Fluff: Kirstie Alley’s Twitter Wisdom for the week of February 1, 2010

By | February 5, 2010

It’s Friday, kids, and that means it’s time for another installment of Kirstie Alley’s Twitter Wisdom! This week Kirstie gives us choices, and muses on the nature of power and oppression.

Kirstie demands you choose.
Kirstie demands you choose.

The saga continues… after the jump.

Kirstie demands you choose some more.
Kirstie demands you choose some more.

Choose!
Choose! (Apologies, but… green or blue avatars? What does this mean?)

Kirstie reveals her selections.
Kirstie reveals her selections. I certainly would have pegged for a coyote person, so this is revealing.

Kirstie on freedom.
Kirstie on freedom. (I struggle here not to make a “one thousand monkeys at one thousand typewriters” joke.)

Kirstie on oppressive regimes.
Kirstie on oppressive regimes. For context, Kirstie’s teenage daughter also has a Twitter account, and she has lately been suffering harassment from trolls, which is categorically not okay. Though Kirstie has plenty of trolls of her own, her responses to the people contacting her daughter have ranged from the vague references above, to just short of outright death threats.

Kirstie demonstrates mercy.
Kirstie demonstrates mercy. Mites have rights too.

Or maybe have sex with an angel and accomplish both. I don't know.
Or maybe have sex with an angel and accomplish both. I don’t know.

In other strange pop culture connections, this week Kirstie exchanged tweets with Dan Cortese, who was in Italy for some reason. (Being unemployed? Who knows? Regardless, he’s in Italy and I’m not, so my snark here is blunted.) Some will remember Dan Cortese as the host of MTV Sports in the 1990s, but I remember him chiefly as the Burger King spokesperson on those inexplicably annoying “BK TeeVee” commercials, also around the mid-90s, for which I have never been able to muster forgiveness, either for Cortese OR for Burger King.

Don’t know what I’m talking about, young whippersnapper? Oh, the magic of YouTube for preserving ephemera that would better be lost forever in the ether.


WHAT NEEDS TO BE DONE: Write out every entry exactly as given, but omit the pictures.
Content starts
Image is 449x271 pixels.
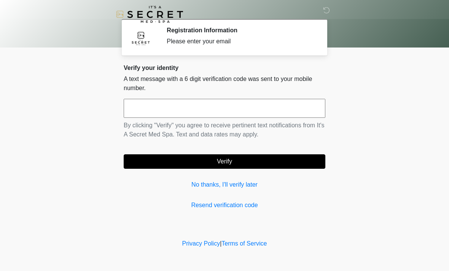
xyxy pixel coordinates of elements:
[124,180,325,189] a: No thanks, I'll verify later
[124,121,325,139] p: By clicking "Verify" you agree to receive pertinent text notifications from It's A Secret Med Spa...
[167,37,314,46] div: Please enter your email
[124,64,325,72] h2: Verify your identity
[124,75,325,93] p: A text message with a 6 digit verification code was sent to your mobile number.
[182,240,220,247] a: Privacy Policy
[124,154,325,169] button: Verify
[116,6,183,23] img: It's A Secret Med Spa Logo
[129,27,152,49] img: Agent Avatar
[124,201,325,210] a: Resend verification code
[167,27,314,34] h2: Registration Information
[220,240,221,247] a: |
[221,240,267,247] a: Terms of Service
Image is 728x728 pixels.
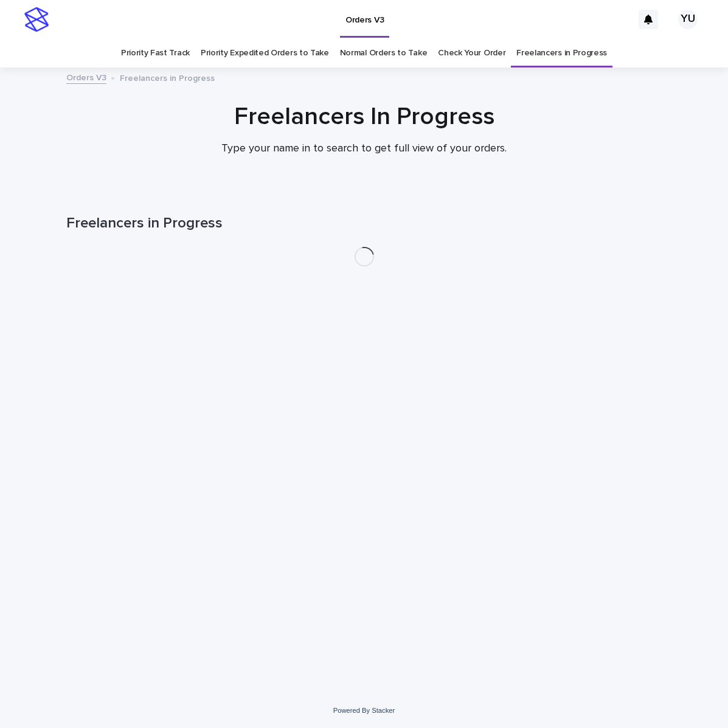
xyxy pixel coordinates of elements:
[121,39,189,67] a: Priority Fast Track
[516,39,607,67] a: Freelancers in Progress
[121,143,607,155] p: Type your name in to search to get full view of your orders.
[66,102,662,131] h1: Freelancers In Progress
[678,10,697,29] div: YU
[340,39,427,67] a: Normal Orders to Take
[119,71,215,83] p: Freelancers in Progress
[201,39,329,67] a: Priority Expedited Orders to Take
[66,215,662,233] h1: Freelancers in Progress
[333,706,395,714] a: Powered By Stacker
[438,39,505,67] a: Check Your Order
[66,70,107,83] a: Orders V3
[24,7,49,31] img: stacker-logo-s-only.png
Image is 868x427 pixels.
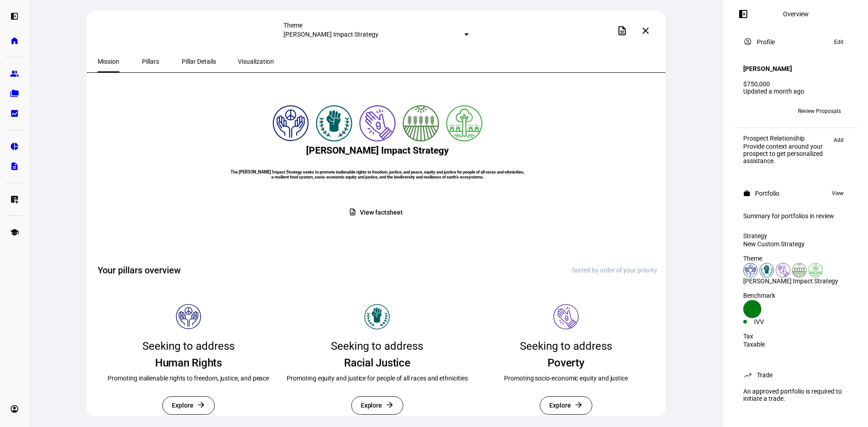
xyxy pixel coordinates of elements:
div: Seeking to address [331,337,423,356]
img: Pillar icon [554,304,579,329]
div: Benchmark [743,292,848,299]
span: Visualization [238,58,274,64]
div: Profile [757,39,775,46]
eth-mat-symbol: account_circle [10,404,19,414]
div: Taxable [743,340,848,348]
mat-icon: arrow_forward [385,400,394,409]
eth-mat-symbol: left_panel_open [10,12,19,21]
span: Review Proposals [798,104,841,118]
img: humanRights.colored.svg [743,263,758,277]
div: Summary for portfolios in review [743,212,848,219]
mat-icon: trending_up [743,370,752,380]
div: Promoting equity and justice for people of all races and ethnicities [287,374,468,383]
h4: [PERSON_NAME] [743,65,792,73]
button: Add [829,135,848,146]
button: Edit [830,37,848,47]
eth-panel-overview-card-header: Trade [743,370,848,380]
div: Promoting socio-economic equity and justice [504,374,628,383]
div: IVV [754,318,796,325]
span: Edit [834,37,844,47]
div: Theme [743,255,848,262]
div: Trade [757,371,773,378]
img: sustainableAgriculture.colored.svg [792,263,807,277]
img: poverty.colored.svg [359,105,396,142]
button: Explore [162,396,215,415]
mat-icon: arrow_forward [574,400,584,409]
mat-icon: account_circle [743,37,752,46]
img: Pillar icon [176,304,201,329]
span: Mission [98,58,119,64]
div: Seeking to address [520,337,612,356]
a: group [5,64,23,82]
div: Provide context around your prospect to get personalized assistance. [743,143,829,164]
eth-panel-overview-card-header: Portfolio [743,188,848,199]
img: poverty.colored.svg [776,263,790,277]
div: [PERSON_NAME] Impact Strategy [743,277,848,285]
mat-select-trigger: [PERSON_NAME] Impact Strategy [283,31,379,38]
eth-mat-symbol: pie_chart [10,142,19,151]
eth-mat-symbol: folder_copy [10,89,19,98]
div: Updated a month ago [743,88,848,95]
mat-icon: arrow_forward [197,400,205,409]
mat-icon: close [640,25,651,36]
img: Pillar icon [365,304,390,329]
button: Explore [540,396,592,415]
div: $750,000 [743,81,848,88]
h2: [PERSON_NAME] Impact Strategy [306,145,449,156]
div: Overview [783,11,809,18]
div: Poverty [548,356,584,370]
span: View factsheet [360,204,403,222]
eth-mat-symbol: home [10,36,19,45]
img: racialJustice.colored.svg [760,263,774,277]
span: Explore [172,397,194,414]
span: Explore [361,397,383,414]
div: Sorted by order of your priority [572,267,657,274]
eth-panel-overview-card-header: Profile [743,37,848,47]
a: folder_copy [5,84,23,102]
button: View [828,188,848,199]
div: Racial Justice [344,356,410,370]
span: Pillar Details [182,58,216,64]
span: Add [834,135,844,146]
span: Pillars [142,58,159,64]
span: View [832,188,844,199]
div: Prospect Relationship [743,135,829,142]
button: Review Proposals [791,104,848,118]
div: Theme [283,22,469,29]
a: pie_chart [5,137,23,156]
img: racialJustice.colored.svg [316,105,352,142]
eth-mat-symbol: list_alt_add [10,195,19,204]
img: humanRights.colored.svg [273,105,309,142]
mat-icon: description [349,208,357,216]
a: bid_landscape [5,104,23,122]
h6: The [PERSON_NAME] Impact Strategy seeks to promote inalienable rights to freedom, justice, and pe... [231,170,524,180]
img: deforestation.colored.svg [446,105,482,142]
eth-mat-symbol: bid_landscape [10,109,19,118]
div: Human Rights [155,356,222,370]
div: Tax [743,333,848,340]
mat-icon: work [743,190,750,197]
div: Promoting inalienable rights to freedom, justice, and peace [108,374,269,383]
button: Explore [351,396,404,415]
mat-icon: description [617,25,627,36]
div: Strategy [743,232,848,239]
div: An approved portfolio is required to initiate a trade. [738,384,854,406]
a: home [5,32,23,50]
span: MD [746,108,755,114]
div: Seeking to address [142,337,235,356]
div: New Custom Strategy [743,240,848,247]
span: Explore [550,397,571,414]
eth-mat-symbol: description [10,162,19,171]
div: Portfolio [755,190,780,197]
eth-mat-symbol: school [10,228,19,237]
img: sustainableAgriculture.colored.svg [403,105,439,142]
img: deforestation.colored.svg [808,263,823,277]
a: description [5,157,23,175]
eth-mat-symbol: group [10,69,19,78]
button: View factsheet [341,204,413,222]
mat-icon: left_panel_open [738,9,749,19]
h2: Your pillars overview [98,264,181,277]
Content ends
SOLUTION TO THIS TASK:
Image is 449x271 pixels.
xyxy pixel coordinates of elements:
[124,180,325,189] a: No thanks, I'll verify later
[124,121,325,139] p: By clicking "Verify" you agree to receive pertinent text notifications from It's A Secret Med Spa...
[167,37,314,46] div: Please enter your email
[124,64,325,72] h2: Verify your identity
[124,75,325,93] p: A text message with a 6 digit verification code was sent to your mobile number.
[182,240,220,247] a: Privacy Policy
[124,154,325,169] button: Verify
[116,6,183,23] img: It's A Secret Med Spa Logo
[129,27,152,49] img: Agent Avatar
[124,201,325,210] a: Resend verification code
[167,27,314,34] h2: Registration Information
[220,240,221,247] a: |
[221,240,267,247] a: Terms of Service
Image is 728x728 pixels.
xyxy pixel coordinates of elements:
[121,39,189,67] a: Priority Fast Track
[516,39,607,67] a: Freelancers in Progress
[121,143,607,155] p: Type your name in to search to get full view of your orders.
[66,102,662,131] h1: Freelancers In Progress
[678,10,697,29] div: YU
[340,39,427,67] a: Normal Orders to Take
[119,71,215,83] p: Freelancers in Progress
[201,39,329,67] a: Priority Expedited Orders to Take
[66,215,662,233] h1: Freelancers in Progress
[333,706,395,714] a: Powered By Stacker
[438,39,505,67] a: Check Your Order
[66,70,107,83] a: Orders V3
[24,7,49,31] img: stacker-logo-s-only.png
Image is 868x427 pixels.
xyxy pixel coordinates of elements:
div: Seeking to address [331,337,423,356]
img: Pillar icon [554,304,579,329]
div: Benchmark [743,292,848,299]
span: Visualization [238,58,274,64]
div: Profile [757,39,775,46]
eth-mat-symbol: account_circle [10,404,19,414]
div: Taxable [743,340,848,348]
mat-icon: arrow_forward [385,400,394,409]
eth-mat-symbol: left_panel_open [10,12,19,21]
span: Review Proposals [798,104,841,118]
img: humanRights.colored.svg [743,263,758,277]
div: Summary for portfolios in review [743,212,848,219]
mat-icon: trending_up [743,370,752,380]
div: Promoting equity and justice for people of all races and ethnicities [287,374,468,383]
h4: [PERSON_NAME] [743,65,792,73]
button: Add [829,135,848,146]
button: Edit [830,37,848,47]
eth-panel-overview-card-header: Trade [743,370,848,380]
div: Promoting socio-economic equity and justice [504,374,628,383]
div: IVV [754,318,796,325]
span: Edit [834,37,844,47]
div: Theme [743,255,848,262]
div: Trade [757,371,773,378]
img: sustainableAgriculture.colored.svg [792,263,807,277]
img: poverty.colored.svg [359,105,396,142]
button: Explore [162,396,215,415]
mat-icon: arrow_forward [574,400,584,409]
mat-icon: account_circle [743,37,752,46]
img: Pillar icon [176,304,201,329]
span: Mission [98,58,119,64]
div: Seeking to address [520,337,612,356]
a: group [5,64,23,82]
div: Provide context around your prospect to get personalized assistance. [743,143,829,164]
eth-panel-overview-card-header: Portfolio [743,188,848,199]
img: poverty.colored.svg [776,263,790,277]
div: [PERSON_NAME] Impact Strategy [743,277,848,285]
mat-select-trigger: [PERSON_NAME] Impact Strategy [283,31,379,38]
eth-mat-symbol: pie_chart [10,142,19,151]
eth-mat-symbol: folder_copy [10,89,19,98]
div: Updated a month ago [743,88,848,95]
mat-icon: arrow_forward [197,400,205,409]
mat-icon: close [640,25,651,36]
img: Pillar icon [365,304,390,329]
button: Explore [540,396,592,415]
div: $750,000 [743,81,848,88]
h2: [PERSON_NAME] Impact Strategy [306,145,449,156]
div: Overview [783,11,809,18]
div: Poverty [548,356,584,370]
span: View factsheet [360,204,403,222]
eth-mat-symbol: home [10,36,19,45]
img: racialJustice.colored.svg [760,263,774,277]
span: Explore [172,397,194,414]
span: Explore [361,397,383,414]
div: Sorted by order of your priority [572,267,657,274]
eth-panel-overview-card-header: Profile [743,37,848,47]
a: folder_copy [5,84,23,102]
button: View [828,188,848,199]
div: Racial Justice [344,356,410,370]
span: Pillar Details [182,58,216,64]
span: Add [834,135,844,146]
span: Pillars [142,58,159,64]
span: View [832,188,844,199]
div: Prospect Relationship [743,135,829,142]
button: Review Proposals [791,104,848,118]
div: Theme [283,22,469,29]
a: pie_chart [5,137,23,156]
img: racialJustice.colored.svg [316,105,352,142]
eth-mat-symbol: list_alt_add [10,195,19,204]
img: humanRights.colored.svg [273,105,309,142]
mat-icon: description [349,208,357,216]
a: bid_landscape [5,104,23,122]
h6: The [PERSON_NAME] Impact Strategy seeks to promote inalienable rights to freedom, justice, and pe... [231,170,524,180]
img: deforestation.colored.svg [446,105,482,142]
eth-mat-symbol: bid_landscape [10,109,19,118]
div: Human Rights [155,356,222,370]
div: Tax [743,333,848,340]
mat-icon: work [743,190,750,197]
div: Promoting inalienable rights to freedom, justice, and peace [108,374,269,383]
button: Explore [351,396,404,415]
mat-icon: description [617,25,627,36]
div: Strategy [743,232,848,239]
div: An approved portfolio is required to initiate a trade. [738,384,854,406]
a: home [5,32,23,50]
span: MD [746,108,755,114]
div: Seeking to address [142,337,235,356]
div: New Custom Strategy [743,240,848,247]
span: Explore [550,397,571,414]
eth-mat-symbol: description [10,162,19,171]
div: Portfolio [755,190,780,197]
eth-mat-symbol: school [10,228,19,237]
img: sustainableAgriculture.colored.svg [403,105,439,142]
img: deforestation.colored.svg [808,263,823,277]
a: description [5,157,23,175]
eth-mat-symbol: group [10,69,19,78]
button: View factsheet [341,204,413,222]
mat-icon: left_panel_open [738,9,749,19]
h2: Your pillars overview [98,264,181,277]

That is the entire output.